PULSE of the Great Lakes  /  Rights of the Lakes

Find Your State.
Follow the Money.

Eight states. One Basin. The fight to protect it runs through every statehouse, every zoning board, and every campaign finance record in the region. Here is how to find your legislators, track their donors, and hold them accountable.

Eight States. Two Strategies.

Five Basin states have citizen ballot initiative rights. Three do not. Your strategy depends on which state you are in. Find yours below and go straight to your state's action tools.

States with Citizen Initiative Rights

Michigan
Ohio
Illinois
Minnesota
Wisconsin
In these states citizens can collect signatures to place Rights of Nature protections directly on the ballot—bypassing a legislature that may be captured by corporate money. This is the fastest path to binding law.

States Without Initiative Rights

New York
Indiana
Pennsylvania
The path here runs through the legislature and municipal organizing—local Rights of Nature ordinances, city charter amendments, community benefit agreements, and direct pressure on state legislators. New York is already moving at the state level with Assembly Bill A5156A.

Find Your Legislators

Each state entry includes a direct link to find your state legislators, the state campaign finance portal for donor records, and the federal OpenSecrets and FollowTheMoney links for cross-referencing. Use all three together.

Michigan
Initiative Rights
Ohio
Initiative Rights
Illinois
Initiative Rights
Minnesota
Initiative Rights
Wisconsin
Initiative Rights
New York
Legislative Path
Indiana
Legislative Path
Pennsylvania
Legislative Path

How to Look Up Donor Records and What to Look For

You do not need months to build an accountability scorecard. You need the right tools and a focused formula. Here is the exact process.

01

Start with the Industry, Not the Politician

Go to opensecrets.org/industries and search the Utilities industry profile for your Basin state. It returns a ranked list of which politicians received the most utility money. That ranked list is your starting scorecard—sorted by level of compromise—in minutes. Start there instead of going politician by politician.

02

Cross-Reference with State Records

Use your state's campaign finance portal to find donations that may not appear in federal databases—dark money, PAC disclosures, and state-level filings. The full picture requires both federal and state data. OpenSecrets covers federal. Your state portal covers state races. FollowTheMoney.org covers both through 2024.

03

Cross-Reference Their Votes

Once you have the donor record, go to your state legislature's website and look up that legislator's voting record on environmental and utility legislation. If a legislator took utility money and voted against a water protection bill, that is the story. That is the accountability record you bring to a town hall, a zoning meeting, or a letter to the editor.

The Three-Category Filter—What to Look For

Regulated Utilities

DTE, Consumers Energy, FirstEnergy, We Energies, Exelon/ComEd, Enbridge, AEP, Xcel Energy. PACs, executives, and lobbyists.

Data Center & Tech

Amazon Web Services, Microsoft, Google, Meta, Oracle, Vantage, QTS, Equinix. PACs and direct contributions.

Broad Corporate Money

Wall Street PACs. Pharmaceutical industry PACs. Defense contractors. Corporate real estate and development PACs tied to data center land acquisition.

Active Legislation Across the Basin

Rights of Nature legislation and organizing moving right now across the eight Great Lakes Basin states. This section updates as bills move and communities organize.

Active—In Committee

New York—Assembly Bill A5156A, Great Lakes and State Waters Bill of Rights

Introduced February 12, 2025, by Assemblyman Patrick Burke. In the Committee on Environmental Conservation. Track this bill →

Moving—Charter Process

Ohio—Cincinnati, Ohio River Watershed Ecosystem Bill of Rights

Citizen-driven charter amendment moving through Cincinnati's charter amendment process. Establishes ecosystem rights and community rights as inseparable.

Moving—Resolution Process

Wisconsin—Green Bay, Rights of Nature Resolution

Green Bay City Council voted 9 to 1 in summer 2025 to begin drafting. Milwaukee County resolution passed 2023. Both under threat from AB421/SB420. Expected veto by Governor Evers.

Under Threat—Preemption Attempt

Wisconsin—AB421/SB420, Statewide Ban on Rights of Nature Ordinances

Introduced September 2025 in direct response to Green Bay's organizing. Would prohibit any local government in Wisconsin from passing Rights of Nature ordinances. Expected to be vetoed by Governor Evers.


_Task goal_: Report every line of the records below that includes the string "hormone".

_Material supplied_:
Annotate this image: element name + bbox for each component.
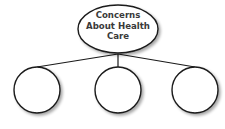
- child-circle-left: [14, 67, 60, 113]
- root-label-line-3: Care: [78, 31, 158, 42]
- root-label: Concerns About Health Care: [78, 10, 158, 42]
- connector-left: [37, 54, 118, 67]
- connector-right: [118, 54, 195, 67]
- child-circle-middle: [95, 67, 141, 113]
- root-label-line-1: Concerns: [78, 10, 158, 21]
- root-label-line-2: About Health: [78, 21, 158, 32]
- child-circle-right: [172, 67, 218, 113]
- connector-lines: [37, 54, 195, 67]
- concept-web-diagram: Concerns About Health Care: [0, 0, 225, 129]
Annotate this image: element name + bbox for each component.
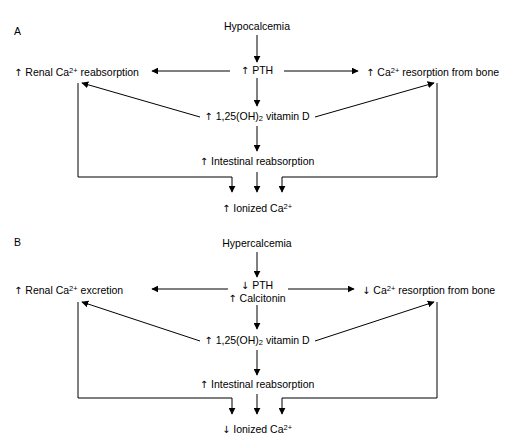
node-b-renal-tail: excretion <box>78 284 124 296</box>
a-edge-vitd-to-bone <box>315 83 434 117</box>
charge-superscript: 2+ <box>69 284 78 293</box>
up-arrow-icon: ↑ <box>222 203 230 214</box>
node-b-vitd-text: 1,25(OH) <box>216 334 259 346</box>
node-a-hormone: ↑ PTH <box>239 64 275 77</box>
node-b-pth-text: PTH <box>252 279 273 291</box>
node-a-trigger: Hypocalcemia <box>222 20 292 33</box>
node-a-bone-text: Ca <box>377 66 390 78</box>
charge-superscript: 2+ <box>283 423 292 432</box>
b-bracket-right <box>282 302 437 414</box>
node-a-bone-resorption: ↑ Ca2+ resorption from bone <box>364 64 501 79</box>
node-a-renal-text: Renal Ca <box>25 66 69 78</box>
node-b-bone-resorption: ↓ Ca2+ resorption from bone <box>360 282 497 297</box>
node-b-hormone-calcitonin: ↑ Calcitonin <box>226 292 287 305</box>
node-a-intestinal-reabsorption: ↑ Intestinal reabsorption <box>198 155 317 168</box>
charge-superscript: 2+ <box>283 202 292 211</box>
node-b-bone-tail: resorption from bone <box>395 284 495 296</box>
node-b-bone-text: Ca <box>373 284 386 296</box>
panel-label-b: B <box>14 237 21 248</box>
node-b-trigger-text: Hypercalcemia <box>222 237 291 249</box>
a-bracket-right <box>282 83 437 192</box>
node-a-hormone-text: PTH <box>252 64 273 76</box>
down-arrow-icon: ↓ <box>362 285 370 296</box>
node-b-vitd-tail: vitamin D <box>263 334 310 346</box>
up-arrow-icon: ↑ <box>14 67 22 78</box>
node-b-renal-text: Renal Ca <box>25 284 69 296</box>
down-arrow-icon: ↓ <box>222 424 230 435</box>
node-b-outcome-text: Ionized Ca <box>233 423 283 435</box>
panel-label-a: A <box>14 26 21 37</box>
charge-superscript: 2+ <box>69 66 78 75</box>
node-a-vitd-text: 1,25(OH) <box>216 110 259 122</box>
node-a-bone-tail: resorption from bone <box>399 66 499 78</box>
node-b-hormone-pth: ↓ PTH <box>239 279 275 292</box>
node-b-ionized-calcium: ↓ Ionized Ca2+ <box>220 421 294 436</box>
node-b-intestinal-reabsorption: ↑ Intestinal reabsorption <box>198 378 317 391</box>
up-arrow-icon: ↑ <box>241 65 249 76</box>
up-arrow-icon: ↑ <box>204 335 212 346</box>
down-arrow-icon: ↓ <box>241 280 249 291</box>
a-bracket-left <box>78 83 232 192</box>
calcium-homeostasis-figure: A Hypocalcemia ↑ PTH ↑ Renal Ca2+ reabso… <box>0 0 514 438</box>
node-b-intestinal-text: Intestinal reabsorption <box>211 378 314 390</box>
b-edge-vitd-to-renal <box>82 302 200 341</box>
up-arrow-icon: ↑ <box>200 156 208 167</box>
b-edge-vitd-to-bone <box>315 302 434 341</box>
node-a-vitd-tail: vitamin D <box>263 110 310 122</box>
up-arrow-icon: ↑ <box>204 111 212 122</box>
node-b-calcitonin-text: Calcitonin <box>240 292 286 304</box>
node-b-vitamin-d: ↑ 1,25(OH)2 vitamin D <box>202 334 311 349</box>
node-a-intestinal-text: Intestinal reabsorption <box>211 155 314 167</box>
node-a-renal-tail: reabsorption <box>78 66 139 78</box>
b-bracket-left <box>78 302 232 414</box>
up-arrow-icon: ↑ <box>228 293 236 304</box>
node-a-renal-reabsorption: ↑ Renal Ca2+ reabsorption <box>12 64 141 79</box>
node-b-trigger: Hypercalcemia <box>220 237 293 250</box>
node-a-vitamin-d: ↑ 1,25(OH)2 vitamin D <box>202 110 311 125</box>
node-b-renal-excretion: ↑ Renal Ca2+ excretion <box>12 282 125 297</box>
a-edge-vitd-to-renal <box>82 83 200 117</box>
up-arrow-icon: ↑ <box>200 379 208 390</box>
up-arrow-icon: ↑ <box>14 285 22 296</box>
node-a-trigger-text: Hypocalcemia <box>224 20 290 32</box>
up-arrow-icon: ↑ <box>366 67 374 78</box>
node-a-outcome-text: Ionized Ca <box>233 202 283 214</box>
node-a-ionized-calcium: ↑ Ionized Ca2+ <box>220 200 294 215</box>
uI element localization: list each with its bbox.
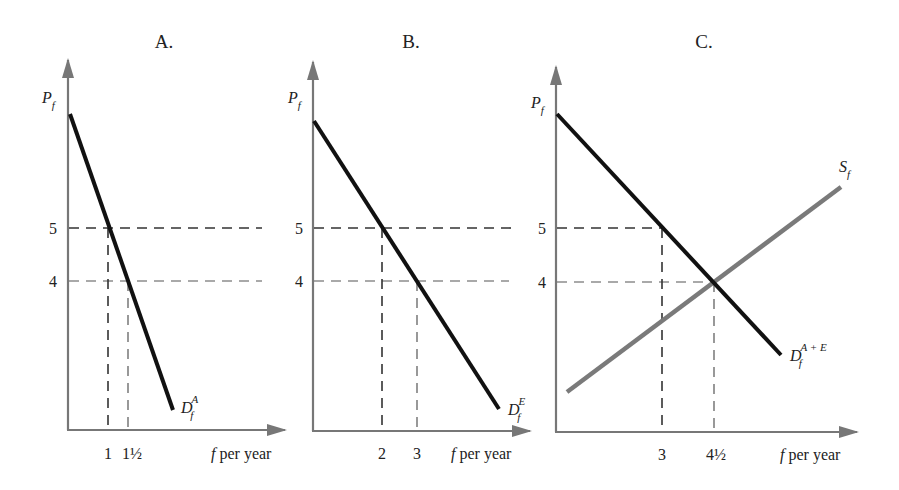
x-tick-1-5: 1½ bbox=[122, 445, 142, 462]
panel-c: C. Pf 5 4 Sf DA + Ef 3 4½ f per year bbox=[530, 31, 857, 464]
y-tick-4: 4 bbox=[49, 273, 57, 290]
y-tick-4: 4 bbox=[295, 273, 303, 290]
x-axis-label: f per year bbox=[211, 445, 272, 463]
x-tick-1: 1 bbox=[104, 445, 112, 462]
panel-a-title: A. bbox=[155, 31, 173, 52]
panel-c-title: C. bbox=[695, 31, 712, 52]
x-tick-4-5: 4½ bbox=[706, 446, 726, 463]
y-axis-label: Pf bbox=[41, 89, 57, 111]
x-axis-label: f per year bbox=[780, 446, 841, 464]
demand-label-c: DA + Ef bbox=[789, 341, 827, 369]
figure: A. Pf 5 4 DAf 1 1½ f per year B. Pf 5 4 … bbox=[0, 0, 899, 490]
demand-label-a: DAf bbox=[180, 393, 199, 421]
y-tick-5: 5 bbox=[538, 220, 546, 237]
x-tick-3: 3 bbox=[413, 445, 421, 462]
panel-a: A. Pf 5 4 DAf 1 1½ f per year bbox=[41, 31, 285, 463]
x-tick-2: 2 bbox=[378, 445, 386, 462]
y-axis-label: Pf bbox=[287, 89, 303, 111]
y-tick-5: 5 bbox=[49, 220, 57, 237]
x-tick-3: 3 bbox=[658, 446, 666, 463]
demand-curve-a bbox=[70, 114, 173, 410]
demand-curve-c bbox=[557, 114, 781, 355]
y-tick-4: 4 bbox=[538, 274, 546, 291]
y-tick-5: 5 bbox=[295, 220, 303, 237]
y-axis-label: Pf bbox=[530, 94, 546, 116]
supply-label: Sf bbox=[839, 158, 852, 180]
demand-label-b: DEf bbox=[507, 395, 526, 423]
x-axis-label: f per year bbox=[451, 445, 512, 463]
panel-b-title: B. bbox=[402, 31, 419, 52]
panel-b: B. Pf 5 4 DEf 2 3 f per year bbox=[287, 31, 530, 463]
demand-curve-b bbox=[314, 121, 499, 409]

_Response to this task_:
node-a-hormone: ↑ PTH <box>239 64 275 77</box>
node-b-hormone-calcitonin: ↑ Calcitonin <box>226 292 287 305</box>
node-a-hormone-text: PTH <box>252 64 273 76</box>
node-b-hormone-pth: ↓ PTH <box>239 279 275 292</box>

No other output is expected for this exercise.